Live Review

Secret Garden Party (Day Three)

Paint fights, mud fights and bands we’d never thought we’d enjoy.

A strangely downcast Sunday Blues atmosphere pervades the barren site at 11am, and following our discovery of ‘masala coffee’ at the Thali Café, we launch ourselves onto the immense pink frilly podium opposite the Colosillyum, next to the ghostly made-up graveyard. It’s an enjoyable exercise simply watching the dishevelled passers-by.

After an hour of this, we decide to explore the Small World Stage, where we find a blissful world of hippies in which footwear is banned. Playing is Nathan Ball who deftly dovetails percussive finger-plucks with understated bongo patters. It’s an uplifting, mellow lunchtime sound-track for sure, but we’re distracted throughout: the stage is infiltrated by a toddler and a dog, and it’s so frigging cute. Totally carefree, they play with each other below the bongo player as though the stage were a miniature playground.

We then catch whiteboy ska band Will & The People who start with a wholly faithful Bob Marley cover and finish with the Pixies’ ‘Where is my Mind?’. We’re not quite sure how this works, but their own material is also pleasurable: all Hammond organs, dub thrums and Pablo-esque melodica. It’s a consummate prelude to the unexpected Main Event.

That is, the annual SGP Great Stage paint fight. There must be 2,000 people here, virgins versus veterans, all crowded around the staff holding buckets of paint powder. Our hands now full, the numerous hype-men on stage count down from 10… 3… 2… 1… The sky is a shroud of blurry technicolour. It’s a surreal moment, made even more so by the fact we’re now dancing to ‘Every Day I love You Less & Less’ by Kaiser Chiefs. As the sky clears, our colourful skin, clothes and bags are unveiled. Whoops.

Wandering off, PR Nick in the media tent declares, “you look like you’ve stepped into the vortex”, whilst a man the Secret Emporium utters, “you definitely lost the paint fight, mate”. I take all this on the chin, compliant with my new rainbow look.

I do psychologically shake it off however, when we see the foot-stomping Ahab, an upbeat country and western band equipped with 12-string guitar, mandolin, headbands, flatcaps and facial hair in the Crossroads tent. It’s amiable faux bluegrass in the Mumford ilk, and a certified guilty pleasure.

On our way out, we happen across a rather flamboyant cortège: a sassy New York Brass Band in dinner attire leading the way, with men on stilts, men in wigs and men in buggies on the rear. As we advance towards the Colosillyum to observe a painful close-up paintball comp, we discover the Band4Hope tree where the public can inscribe future hopes and desires. One thoughtful guy has written – “I wish that one day… Keira Knightley gives me head”.

For some reason, the homely Living Room venue is chock-a-block today. We now see why – the second most annoying hairy ginger of the weekend is doing a secret set. Luckily, Newton Faulkner is just closing with a cover of ‘Bohemian Rhapsody’ as we enter. The audience is now pouring out in flocks, and we stick around to see Jake Morley whose lap-guitar playing and funky hoedowns backed by a double bassist on new song ‘Allegorical House’ serve up a lovely mid-afternoon treat.

To round off our first ever Garden Party, we head to the Where The Wild Things Are area, which is heaving as hotly-tipped Daughter, minimal alter-ego of moody singer Elena Tonra, ascends to execute her doleful tween-folk. Very much like Marling (super articulated, touching and static), it’s the well-known ‘Youth’, in which post-rocky diminuendos meet saccharine, delicate whispers, that particularly stands out.

And it’s now left to the perennially awesome Summer Camp to culminate proceedings with their ludicrously 80s mish-mash of twinkling synths, twee vocals and reverby FX. ‘Ghost Train’ is a bit of a shambles as per, but recent single ‘Always’ is puissant, invigorating and catchy like a fuzzy Human League. When Jeremy Warmsley proclaims ‘YOLO’ in a description of their close-call with lightning at an Italian festival the day before, we think yes, YES – SGP has surreptitiously encapsulated ‘YOLO’. Paint fights, mud fights and bands we’d never thought we’d enjoy; it was YOLO fo sho.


▶ [Task to carry out]:
Give the count of lines in the entries that include "Russia", and write nothing besides it.

▶ [Data under study]:
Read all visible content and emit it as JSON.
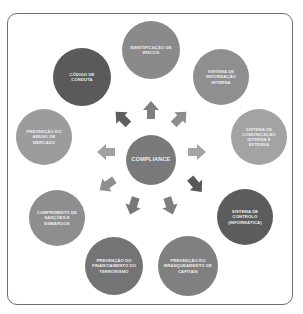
{
  "diagram": {
    "center": {
      "label": "COMPLIANCE",
      "color": "#7a7a7a"
    },
    "nodes": [
      {
        "id": "identificacao-riscos",
        "label": "IDENTIFICAÇÃO DE RISCOS",
        "color": "#8a8a8a"
      },
      {
        "id": "sistema-informacao-interna",
        "label": "SISTEMA DE INFORMAÇÃO INTERNA",
        "color": "#8f8f8f"
      },
      {
        "id": "sistema-comunicacao",
        "label": "SISTEMA DE COMUNICAÇÃO INTERNA E EXTERNA",
        "color": "#a3a3a3"
      },
      {
        "id": "sistema-controlo",
        "label": "SISTEMA DE CONTROLO (INFORMÁTICA)",
        "color": "#5c5c5c"
      },
      {
        "id": "prevencao-branqueamento",
        "label": "PREVENÇÃO DO BRANQUEAMENTO DE CAPITAIS",
        "color": "#808080"
      },
      {
        "id": "prevencao-terrorismo",
        "label": "PREVENÇÃO DO FINANCIAMENTO DO TERRORISMO",
        "color": "#747474"
      },
      {
        "id": "cumprimento-sancoes",
        "label": "CUMPRIMENTO DE SANÇÕES E EMBARGOS",
        "color": "#8e8e8e"
      },
      {
        "id": "prevencao-abuso-mercado",
        "label": "PREVENÇÃO DO ABUSO DE MERCADO",
        "color": "#9c9c9c"
      },
      {
        "id": "codigo-conduta",
        "label": "CÓDIGO DE CONDUTA",
        "color": "#5a5a5a"
      }
    ],
    "arrow_colors": {
      "n": "#7f7f7f",
      "ne": "#8c8c8c",
      "e": "#a5a5a5",
      "se": "#595959",
      "s_right": "#7e7e7e",
      "s_left": "#777777",
      "sw": "#8e8e8e",
      "w": "#a2a2a2",
      "nw": "#5d5d5d"
    },
    "frame_color": "#6e6e6e"
  }
}
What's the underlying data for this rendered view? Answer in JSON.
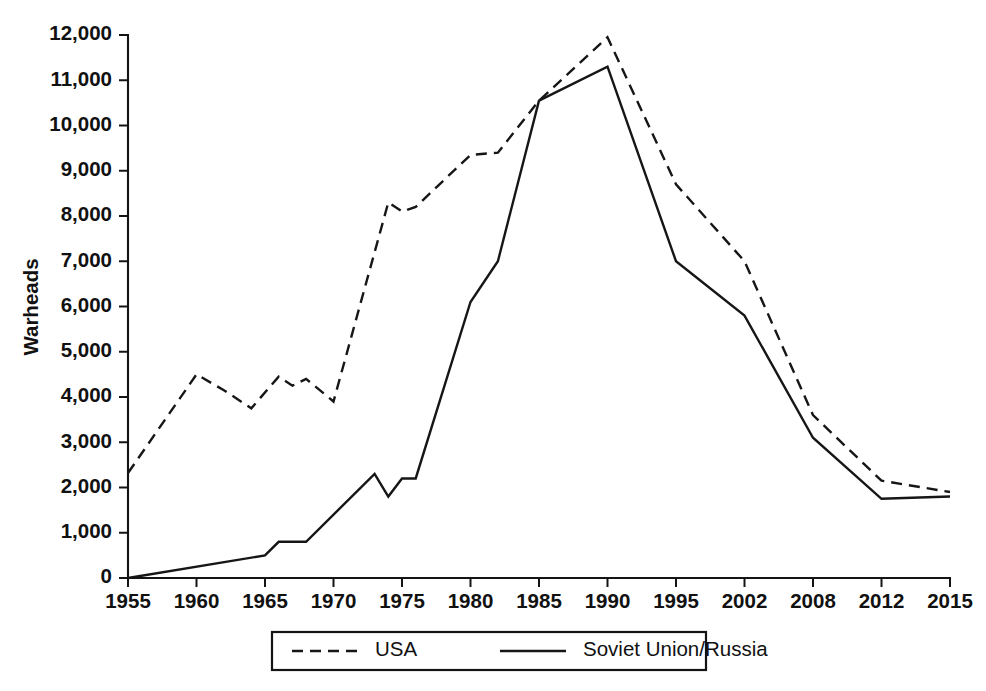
{
  "chart_data": {
    "type": "line",
    "title": "",
    "xlabel": "",
    "ylabel": "Warheads",
    "ylim": [
      0,
      12000
    ],
    "ytick_labels": [
      "0",
      "1,000",
      "2,000",
      "3,000",
      "4,000",
      "5,000",
      "6,000",
      "7,000",
      "8,000",
      "9,000",
      "10,000",
      "11,000",
      "12,000"
    ],
    "ytick_values": [
      0,
      1000,
      2000,
      3000,
      4000,
      5000,
      6000,
      7000,
      8000,
      9000,
      10000,
      11000,
      12000
    ],
    "categories": [
      "1955",
      "1960",
      "1965",
      "1970",
      "1975",
      "1980",
      "1985",
      "1990",
      "1995",
      "2002",
      "2008",
      "2012",
      "2015"
    ],
    "grid": false,
    "legend_position": "bottom",
    "axis_note": "x-axis is categorical with evenly spaced labeled ticks; intermediate yearly vertices occur between labeled ticks",
    "series": [
      {
        "name": "USA",
        "line_style": "dashed",
        "points": [
          {
            "year": 1955,
            "value": 2320
          },
          {
            "year": 1960,
            "value": 4500
          },
          {
            "year": 1962,
            "value": 4150
          },
          {
            "year": 1964,
            "value": 3750
          },
          {
            "year": 1966,
            "value": 4450
          },
          {
            "year": 1967,
            "value": 4250
          },
          {
            "year": 1968,
            "value": 4400
          },
          {
            "year": 1970,
            "value": 3900
          },
          {
            "year": 1974,
            "value": 8300
          },
          {
            "year": 1975,
            "value": 8100
          },
          {
            "year": 1976,
            "value": 8200
          },
          {
            "year": 1980,
            "value": 9350
          },
          {
            "year": 1982,
            "value": 9400
          },
          {
            "year": 1985,
            "value": 10550
          },
          {
            "year": 1990,
            "value": 11950
          },
          {
            "year": 1995,
            "value": 8700
          },
          {
            "year": 2002,
            "value": 7000
          },
          {
            "year": 2008,
            "value": 3600
          },
          {
            "year": 2012,
            "value": 2150
          },
          {
            "year": 2015,
            "value": 1900
          }
        ]
      },
      {
        "name": "Soviet Union/Russia",
        "line_style": "solid",
        "points": [
          {
            "year": 1955,
            "value": 0
          },
          {
            "year": 1965,
            "value": 500
          },
          {
            "year": 1966,
            "value": 800
          },
          {
            "year": 1968,
            "value": 800
          },
          {
            "year": 1973,
            "value": 2300
          },
          {
            "year": 1974,
            "value": 1800
          },
          {
            "year": 1975,
            "value": 2200
          },
          {
            "year": 1976,
            "value": 2200
          },
          {
            "year": 1980,
            "value": 6100
          },
          {
            "year": 1982,
            "value": 7000
          },
          {
            "year": 1985,
            "value": 10550
          },
          {
            "year": 1990,
            "value": 11300
          },
          {
            "year": 1995,
            "value": 7000
          },
          {
            "year": 2002,
            "value": 5800
          },
          {
            "year": 2008,
            "value": 3100
          },
          {
            "year": 2012,
            "value": 1750
          },
          {
            "year": 2015,
            "value": 1800
          }
        ]
      }
    ],
    "legend": [
      {
        "label": "USA",
        "line_style": "dashed"
      },
      {
        "label": "Soviet Union/Russia",
        "line_style": "solid"
      }
    ],
    "colors": {
      "line": "#161616",
      "axis": "#141414",
      "text": "#111111",
      "background": "#ffffff"
    }
  }
}
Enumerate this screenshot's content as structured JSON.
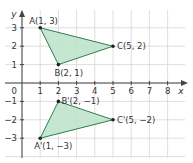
{
  "chart_data": {
    "type": "scatter",
    "title": "",
    "xlabel": "x",
    "ylabel": "y",
    "xlim": [
      0,
      8
    ],
    "ylim": [
      -3,
      3
    ],
    "grid": true,
    "x_ticks": [
      "1",
      "2",
      "3",
      "4",
      "5",
      "6",
      "7",
      "8"
    ],
    "y_ticks": [
      "3",
      "2",
      "1",
      "-1",
      "-2",
      "-3"
    ],
    "origin_label": "0",
    "fill_color": "#bfe3cc",
    "edge_color": "#2e7d4f",
    "shapes": [
      {
        "name": "triangle-ABC",
        "points": [
          {
            "label": "A(1, 3)",
            "x": 1,
            "y": 3
          },
          {
            "label": "B(2, 1)",
            "x": 2,
            "y": 1
          },
          {
            "label": "C(5, 2)",
            "x": 5,
            "y": 2
          }
        ]
      },
      {
        "name": "triangle-A'B'C'",
        "points": [
          {
            "label": "A'(1, −3)",
            "x": 1,
            "y": -3
          },
          {
            "label": "B'(2, −1)",
            "x": 2,
            "y": -1
          },
          {
            "label": "C'(5, −2)",
            "x": 5,
            "y": -2
          }
        ]
      }
    ]
  }
}
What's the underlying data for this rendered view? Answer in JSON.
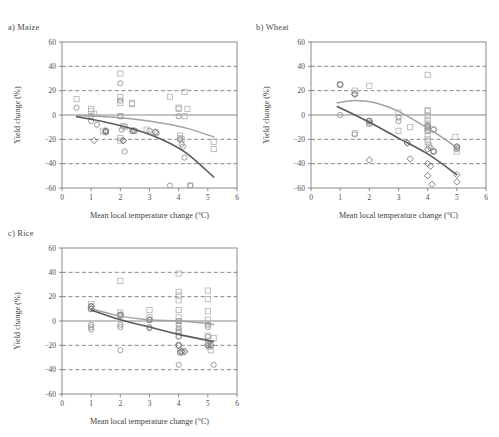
{
  "figure": {
    "panels": [
      {
        "id": "maize",
        "title": "a) Maize",
        "x": 8,
        "y": 22
      },
      {
        "id": "wheat",
        "title": "b) Wheat",
        "x": 256,
        "y": 22
      },
      {
        "id": "rice",
        "title": "c) Rice",
        "x": 8,
        "y": 228
      }
    ],
    "axis": {
      "xlabel": "Mean local temperature change (°C)",
      "ylabel": "Yield change (%)",
      "xticks": [
        "0",
        "1",
        "2",
        "3",
        "4",
        "5",
        "6"
      ],
      "yticks": [
        "60",
        "40",
        "20",
        "0",
        "−20",
        "−40",
        "−60"
      ],
      "xlim": [
        0,
        6
      ],
      "ylim": [
        -60,
        60
      ],
      "gridlines_y": [
        40,
        20,
        -20,
        -40
      ],
      "zero_line_y": 0
    },
    "colors": {
      "frame": "#6f6f6f",
      "grid": "#555555",
      "zero": "#8a8a8a",
      "curve_light": "#9aa79a",
      "curve_dark": "#5a5a5a",
      "marker_square": "#b4b4b4",
      "marker_circle": "#8e8e8e",
      "marker_diamond": "#707070",
      "text": "#3f3f3f"
    }
  },
  "chart_data": [
    {
      "type": "scatter",
      "id": "maize",
      "title": "a) Maize",
      "xlabel": "Mean local temperature change (°C)",
      "ylabel": "Yield change (%)",
      "xlim": [
        0,
        6
      ],
      "ylim": [
        -60,
        60
      ],
      "grid": true,
      "legend": "none",
      "series": [
        {
          "name": "square-markers",
          "marker": "square",
          "color": "#b4b4b4",
          "points": [
            [
              0.5,
              13
            ],
            [
              1.0,
              3
            ],
            [
              1.0,
              5
            ],
            [
              1.1,
              1
            ],
            [
              1.4,
              -13
            ],
            [
              1.5,
              -14
            ],
            [
              2.0,
              34
            ],
            [
              2.0,
              15
            ],
            [
              2.0,
              10
            ],
            [
              2.0,
              -1
            ],
            [
              2.0,
              -19
            ],
            [
              2.0,
              -21
            ],
            [
              2.1,
              -9
            ],
            [
              2.15,
              -10
            ],
            [
              2.4,
              10
            ],
            [
              2.4,
              9
            ],
            [
              2.45,
              -13
            ],
            [
              2.9,
              -12
            ],
            [
              3.2,
              -14
            ],
            [
              3.7,
              15
            ],
            [
              4.0,
              5
            ],
            [
              4.0,
              6
            ],
            [
              4.05,
              -17
            ],
            [
              4.05,
              -19
            ],
            [
              4.1,
              -20
            ],
            [
              4.2,
              19
            ],
            [
              4.2,
              -1
            ],
            [
              4.3,
              5
            ],
            [
              4.4,
              -58
            ],
            [
              5.2,
              -22
            ],
            [
              5.2,
              -28
            ]
          ]
        },
        {
          "name": "circle-markers",
          "marker": "circle",
          "color": "#8e8e8e",
          "points": [
            [
              0.5,
              6
            ],
            [
              1.0,
              -5
            ],
            [
              1.0,
              -1
            ],
            [
              1.2,
              -8
            ],
            [
              1.5,
              -13
            ],
            [
              2.0,
              26
            ],
            [
              2.0,
              12
            ],
            [
              2.0,
              -1
            ],
            [
              2.05,
              -12
            ],
            [
              2.1,
              -21
            ],
            [
              2.15,
              -30
            ],
            [
              2.4,
              -13
            ],
            [
              2.5,
              -13
            ],
            [
              3.0,
              -13
            ],
            [
              3.25,
              -15
            ],
            [
              3.7,
              -58
            ],
            [
              4.0,
              -1
            ],
            [
              4.05,
              -20
            ],
            [
              4.1,
              -24
            ],
            [
              4.15,
              -26
            ],
            [
              4.2,
              -35
            ],
            [
              4.4,
              -58
            ]
          ]
        },
        {
          "name": "diamond-markers",
          "marker": "diamond",
          "color": "#707070",
          "points": [
            [
              1.1,
              -21
            ],
            [
              1.5,
              -13
            ],
            [
              1.5,
              -14
            ],
            [
              2.1,
              -21
            ],
            [
              2.45,
              -13
            ],
            [
              3.2,
              -14
            ]
          ]
        }
      ],
      "fit_curves": [
        {
          "name": "with-adaptation",
          "color": "#9aa79a",
          "points": [
            [
              0.5,
              -0.5
            ],
            [
              1.5,
              -1.5
            ],
            [
              2.5,
              -3.5
            ],
            [
              3.5,
              -7
            ],
            [
              4.3,
              -11
            ],
            [
              5.2,
              -18
            ]
          ]
        },
        {
          "name": "without-adaptation",
          "color": "#5a5a5a",
          "points": [
            [
              0.5,
              -1.5
            ],
            [
              1.5,
              -6
            ],
            [
              2.5,
              -12
            ],
            [
              3.5,
              -21
            ],
            [
              4.3,
              -32
            ],
            [
              5.2,
              -51
            ]
          ]
        }
      ]
    },
    {
      "type": "scatter",
      "id": "wheat",
      "title": "b) Wheat",
      "xlabel": "Mean local temperature change (°C)",
      "ylabel": "Yield change (%)",
      "xlim": [
        0,
        6
      ],
      "ylim": [
        -60,
        60
      ],
      "grid": true,
      "legend": "none",
      "series": [
        {
          "name": "square-markers",
          "marker": "square",
          "color": "#b4b4b4",
          "points": [
            [
              1.0,
              25
            ],
            [
              1.5,
              20
            ],
            [
              1.5,
              18
            ],
            [
              1.5,
              -15
            ],
            [
              2.0,
              24
            ],
            [
              2.0,
              -5
            ],
            [
              2.0,
              -7
            ],
            [
              3.0,
              -13
            ],
            [
              3.0,
              2
            ],
            [
              3.4,
              -10
            ],
            [
              4.0,
              33
            ],
            [
              4.0,
              4
            ],
            [
              4.0,
              3
            ],
            [
              4.0,
              -1
            ],
            [
              4.0,
              -4
            ],
            [
              4.0,
              -7
            ],
            [
              4.0,
              -10
            ],
            [
              4.0,
              -13
            ],
            [
              4.0,
              -17
            ],
            [
              4.0,
              -20
            ],
            [
              4.0,
              -22
            ],
            [
              4.05,
              -25
            ],
            [
              4.2,
              -12
            ],
            [
              4.2,
              -30
            ],
            [
              4.95,
              -18
            ],
            [
              5.0,
              -27
            ],
            [
              5.0,
              -30
            ]
          ]
        },
        {
          "name": "circle-markers",
          "marker": "circle",
          "color": "#8e8e8e",
          "points": [
            [
              1.0,
              25
            ],
            [
              1.0,
              0
            ],
            [
              1.5,
              17
            ],
            [
              1.5,
              -16
            ],
            [
              2.0,
              -5
            ],
            [
              2.0,
              -7
            ],
            [
              3.0,
              -5
            ],
            [
              3.3,
              -23
            ],
            [
              4.0,
              -9
            ],
            [
              4.0,
              -11
            ],
            [
              4.0,
              -13
            ],
            [
              4.1,
              -27
            ],
            [
              4.2,
              -30
            ],
            [
              5.0,
              -26
            ],
            [
              5.0,
              -28
            ]
          ]
        },
        {
          "name": "diamond-markers",
          "marker": "diamond",
          "color": "#707070",
          "points": [
            [
              1.0,
              25
            ],
            [
              1.5,
              17
            ],
            [
              2.0,
              -5
            ],
            [
              2.0,
              -37
            ],
            [
              3.0,
              -2
            ],
            [
              3.3,
              -23
            ],
            [
              3.4,
              -36
            ],
            [
              4.0,
              -9
            ],
            [
              4.0,
              -28
            ],
            [
              4.0,
              -40
            ],
            [
              4.0,
              -50
            ],
            [
              4.1,
              -42
            ],
            [
              4.15,
              -57
            ],
            [
              4.2,
              -12
            ],
            [
              4.2,
              -30
            ],
            [
              5.0,
              -26
            ],
            [
              5.0,
              -49
            ],
            [
              5.0,
              -55
            ]
          ]
        }
      ],
      "fit_curves": [
        {
          "name": "with-adaptation",
          "color": "#9aa79a",
          "points": [
            [
              0.9,
              10
            ],
            [
              1.5,
              12
            ],
            [
              2.2,
              10
            ],
            [
              3.0,
              3
            ],
            [
              3.8,
              -8
            ],
            [
              4.6,
              -20
            ],
            [
              5.0,
              -27
            ]
          ]
        },
        {
          "name": "without-adaptation",
          "color": "#5a5a5a",
          "points": [
            [
              0.9,
              7
            ],
            [
              2.0,
              -6
            ],
            [
              3.0,
              -19
            ],
            [
              4.0,
              -32
            ],
            [
              5.0,
              -49
            ]
          ]
        }
      ]
    },
    {
      "type": "scatter",
      "id": "rice",
      "title": "c) Rice",
      "xlabel": "Mean local temperature change (°C)",
      "ylabel": "Yield change (%)",
      "xlim": [
        0,
        6
      ],
      "ylim": [
        -60,
        60
      ],
      "grid": true,
      "legend": "none",
      "series": [
        {
          "name": "square-markers",
          "marker": "square",
          "color": "#b4b4b4",
          "points": [
            [
              1.0,
              14
            ],
            [
              1.0,
              12
            ],
            [
              1.0,
              10
            ],
            [
              2.0,
              33
            ],
            [
              2.0,
              7
            ],
            [
              2.0,
              5
            ],
            [
              2.0,
              4
            ],
            [
              3.0,
              9
            ],
            [
              3.0,
              3
            ],
            [
              3.0,
              1
            ],
            [
              4.0,
              39
            ],
            [
              4.0,
              24
            ],
            [
              4.0,
              21
            ],
            [
              4.0,
              17
            ],
            [
              4.0,
              9
            ],
            [
              4.0,
              3
            ],
            [
              4.0,
              0
            ],
            [
              4.0,
              -8
            ],
            [
              4.0,
              -12
            ],
            [
              4.0,
              -20
            ],
            [
              4.05,
              -25
            ],
            [
              4.1,
              -26
            ],
            [
              5.0,
              25
            ],
            [
              5.0,
              18
            ],
            [
              5.0,
              8
            ],
            [
              5.0,
              1
            ],
            [
              5.0,
              -12
            ],
            [
              5.0,
              -19
            ],
            [
              5.05,
              -21
            ],
            [
              5.1,
              -24
            ],
            [
              5.2,
              -14
            ]
          ]
        },
        {
          "name": "circle-markers",
          "marker": "circle",
          "color": "#8e8e8e",
          "points": [
            [
              1.0,
              12
            ],
            [
              1.0,
              -3
            ],
            [
              1.0,
              -5
            ],
            [
              1.0,
              -7
            ],
            [
              2.0,
              5
            ],
            [
              2.0,
              -3
            ],
            [
              2.0,
              -5
            ],
            [
              2.0,
              -24
            ],
            [
              3.0,
              1
            ],
            [
              3.0,
              -5
            ],
            [
              3.0,
              -6
            ],
            [
              4.0,
              0
            ],
            [
              4.0,
              -3
            ],
            [
              4.0,
              -6
            ],
            [
              4.0,
              -9
            ],
            [
              4.0,
              -13
            ],
            [
              4.0,
              -20
            ],
            [
              4.05,
              -26
            ],
            [
              4.1,
              -25
            ],
            [
              4.2,
              -25
            ],
            [
              4.0,
              -36
            ],
            [
              5.0,
              -3
            ],
            [
              5.0,
              -5
            ],
            [
              5.0,
              -13
            ],
            [
              5.0,
              -20
            ],
            [
              5.1,
              -20
            ],
            [
              5.2,
              -36
            ]
          ]
        },
        {
          "name": "diamond-markers",
          "marker": "diamond",
          "color": "#707070",
          "points": [
            [
              1.0,
              12
            ],
            [
              1.0,
              10
            ],
            [
              2.0,
              5
            ],
            [
              3.0,
              1
            ],
            [
              4.0,
              -20
            ],
            [
              4.1,
              -25
            ],
            [
              4.2,
              -25
            ],
            [
              5.0,
              -20
            ],
            [
              5.1,
              -20
            ]
          ]
        }
      ],
      "fit_curves": [
        {
          "name": "with-adaptation",
          "color": "#9aa79a",
          "points": [
            [
              1.0,
              10
            ],
            [
              2.0,
              4
            ],
            [
              3.0,
              1
            ],
            [
              4.0,
              0
            ],
            [
              5.0,
              -2
            ],
            [
              5.2,
              -3
            ]
          ]
        },
        {
          "name": "without-adaptation",
          "color": "#5a5a5a",
          "points": [
            [
              1.0,
              9
            ],
            [
              2.0,
              1
            ],
            [
              3.0,
              -5
            ],
            [
              4.0,
              -11
            ],
            [
              5.0,
              -16
            ],
            [
              5.2,
              -17
            ]
          ]
        }
      ]
    }
  ]
}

▶ [Expected output]:
2